Neighbourhood food walks
Jaffa: where cuisines meet
Old Jaffa has one of the most layered food scenes in the country. The neighbourhood’s Arab-majority population maintained an unbroken culinary tradition through the 20th century, and the area has drawn a second wave of Jewish Israelis from Persia, Yemen and North Africa — each community with its own street food. A guided Jaffa food walk typically covers:
- Arab hummus — Jaffa is home to several hummus houses with decades of history; a warm bowl with ful and chopped salad in an old stone room is a genuinely different experience from the Tel Aviv café version
- Persian Jewish pastry — flaky pastries filled with herbs, spinach, potato or meat; the Persian Jewish community around Jaffa maintains its own baking traditions
- Yemenite kubane — a dense, buttery enriched bread slow-baked overnight, traditionally eaten Saturday morning after Shabbat ends; some Jaffa bakeries sell it through the week
- Jaffa port seafood — the renovated port has restaurants serving fresh Mediterranean fish and shrimp; a guided food walk often ends here with a drink and a view of the sea
Walks typically run 2.5–3 hours and cover about 2–3 km on foot.
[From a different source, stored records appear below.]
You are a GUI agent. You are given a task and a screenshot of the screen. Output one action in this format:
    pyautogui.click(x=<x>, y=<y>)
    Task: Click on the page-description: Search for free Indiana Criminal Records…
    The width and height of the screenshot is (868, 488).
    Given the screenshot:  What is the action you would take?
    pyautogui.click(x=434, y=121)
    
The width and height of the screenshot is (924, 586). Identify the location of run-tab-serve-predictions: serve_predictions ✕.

The Jaffa flea market (Shuk HaPishpeshim) is often incorporated as a detour.
Old City food walk, Jerusalem
The Old City of Jerusalem compresses multiple food cultures into less than a square kilometre. The Muslim Quarter and Christian Quarter have the densest concentration of street food — the format is Arab:
- Kanafeh — the Old City’s defining street snack: shredded phyllo or semolina pastry packed with white cheese, baked until golden, soaked in rose-water syrup and served hot, ideally right out of the large round tray
- Knafeh variations by shop — each seller claims a unique recipe; guided comparisons make the differences legible
- Freshly baked tabun bread — flatbread from a wood-fired clay oven, eaten with olive oil and za’atar
- Juice stalls — fresh pomegranate, lemon-mint, carrot; prices are fixed (no bargaining)
- Spice souk — sacks of sumac, dried rose petals, Turkish coffee grounds, and ras el hanout blends lining the covered lane
After the Old City, some tours continue into the Jewish Quarter to contrast the style: Ashkenazi pastry shops with rugelach and kokosh, kosher deli counters, and Mizrahi bakeries carrying different spice traditions to the Arab Quarter stalls next door.
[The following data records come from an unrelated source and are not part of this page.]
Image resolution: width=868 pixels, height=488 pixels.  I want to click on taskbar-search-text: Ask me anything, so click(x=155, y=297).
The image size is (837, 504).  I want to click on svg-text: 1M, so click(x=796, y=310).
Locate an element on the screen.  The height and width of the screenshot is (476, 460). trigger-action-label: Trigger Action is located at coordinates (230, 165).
Tips for booking food experiences in Israel
- Dietary requirements: Most market tours and cooking classes accommodate vegetarian and vegan requests without difficulty — the plant-forward nature of Israeli cuisine (hummus, mezze, vegetable dishes) means the core of most experiences is already suitable. Gluten-free is harder (bread and pastry feature heavily); flag it when booking.
- Timing: Morning is best for Machane Yehuda and Carmel Market visits — vendors are fully stocked and energised. Evening tours of Machane Yehuda (Jerusalem) are best Thursday–Saturday. Jaffa food walks work well mid-afternoon when the neighbourhood is less crowded than the tourist-busy midday.
- Shabbat: The Machane Yehuda market is closed from Friday afternoon to Saturday night. Carmel Market closes Friday afternoon and re-opens Sunday. Some food-tour operators do not run on Shabbat. Plan accordingly — or choose a Shabbat-specific experience (walking in the Jewish Quarter, Havdalah at the Western Wall) as a different kind of food-and-culture evening.
- What to wear: Comfortable closed shoes are essential — Tel Aviv’s Carmel Market is flat; Machane Yehuda and the Old City involve stone paving and uneven steps. Dress modestly if the tour enters the Old City.
- Language: Most market-tour guides operate in English. If you want a Hebrew-speaking local rather than a tour-group format, ask operators directly — some offer smaller private experiences.
For context on what you’ll be eating, the Israeli food & cuisine guide explains the traditions behind each dish. For restaurant picks in the cities, see the Tel Aviv food guide. For a full culinary trip structure, use the Israel itinerary planner or explore our 5-, 7- and 10-day itinerary guides.